I really can't think yet what I shall say to her. It's worrying me. I feel guilty, somehow, I don't know why.

Mrs. Norton suggested taking me out shopping and sight-seeing this afternoon. Sir Lionel proposed going with us. His sister was astonished, and so was I, especially after what she had said about his not being interested in women's affairs. "Just to make sure that you take my tip about Bond Street," he remarked. "And Bond Street used to amuse me—when I was twenty. I think it will amuse me now—to see how it and I have changed."

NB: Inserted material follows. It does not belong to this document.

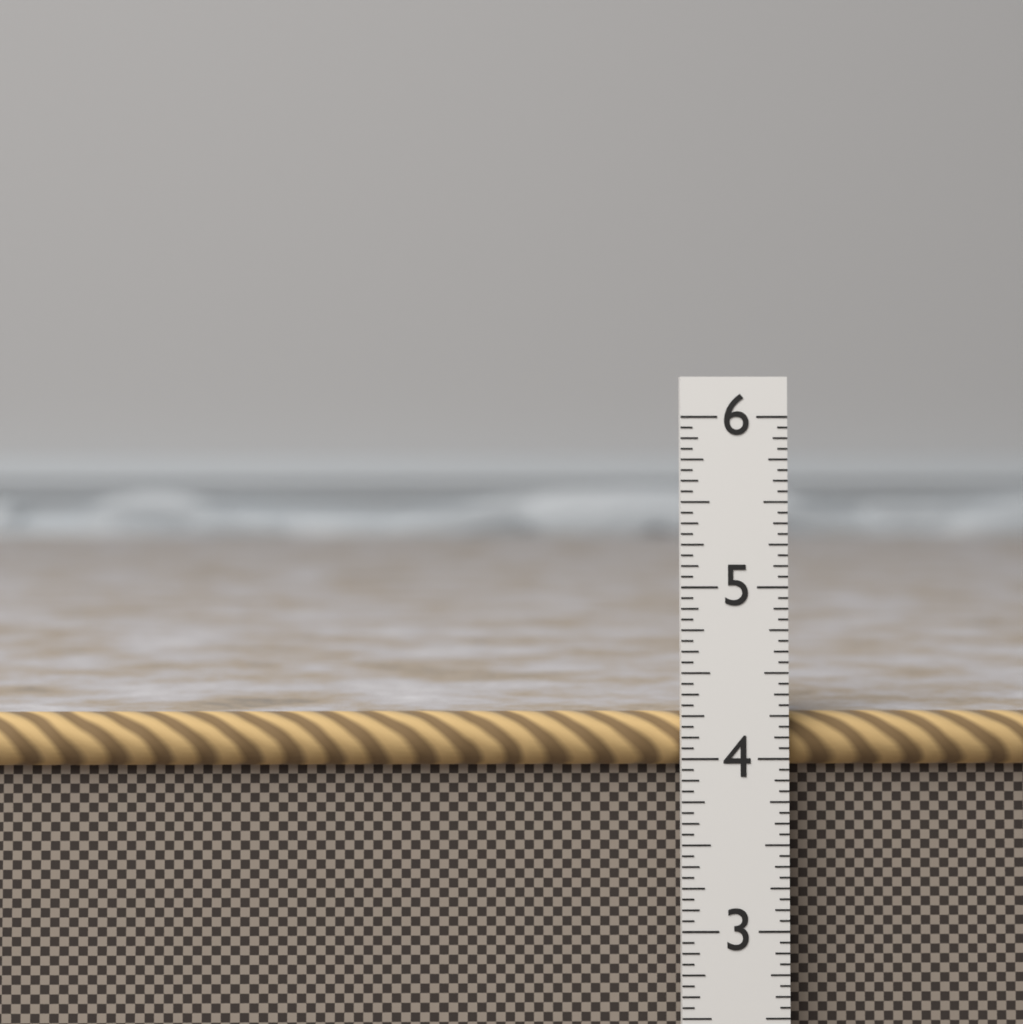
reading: 4.2500 in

So we are going, all three. Rather awful about the gray serge and sailor hat, isn't it? I felt self-respecting in them at Versailles, and even in Paris, because there I was a singing teacher; in other words, nobody. But in London I'm supposed to be an heiress. And here, at the Ritz, such beautiful beings come to lunch, in dresses which they have evidently been poured into with consummate skill and incredible expense.

I tasted Pêche Melba to-day, for the first time. It made me wish for you. But it didn't seem to go at all with gray serge and a cotton blouse. I ought to have been a Gorgeous Being, with silk linings.

How am I to support the shopping ordeal? Supposing Mrs. Norton chooses me things (oh horror!). They're sure to be hideous, but they may be costly. As it says in an English society paper which Madame de Maluet takes: "What should A. do?"

If only Telepathy were a going concern, you would answer that Hard Case for

Your poor, puzzled

"A.," alias "E."

P. S. Nothing more heard or seen of the White Girl's Burden, Richard of that ilk. I was afraid of his turning up at the Grand Hotel in Paris, or even at the station to "see us off," but he didn't. He has disappeared into space, and is welcome to the whole of it. I should nearly have forgotten him, if I didn't wonder sometimes what his mysterious profession is.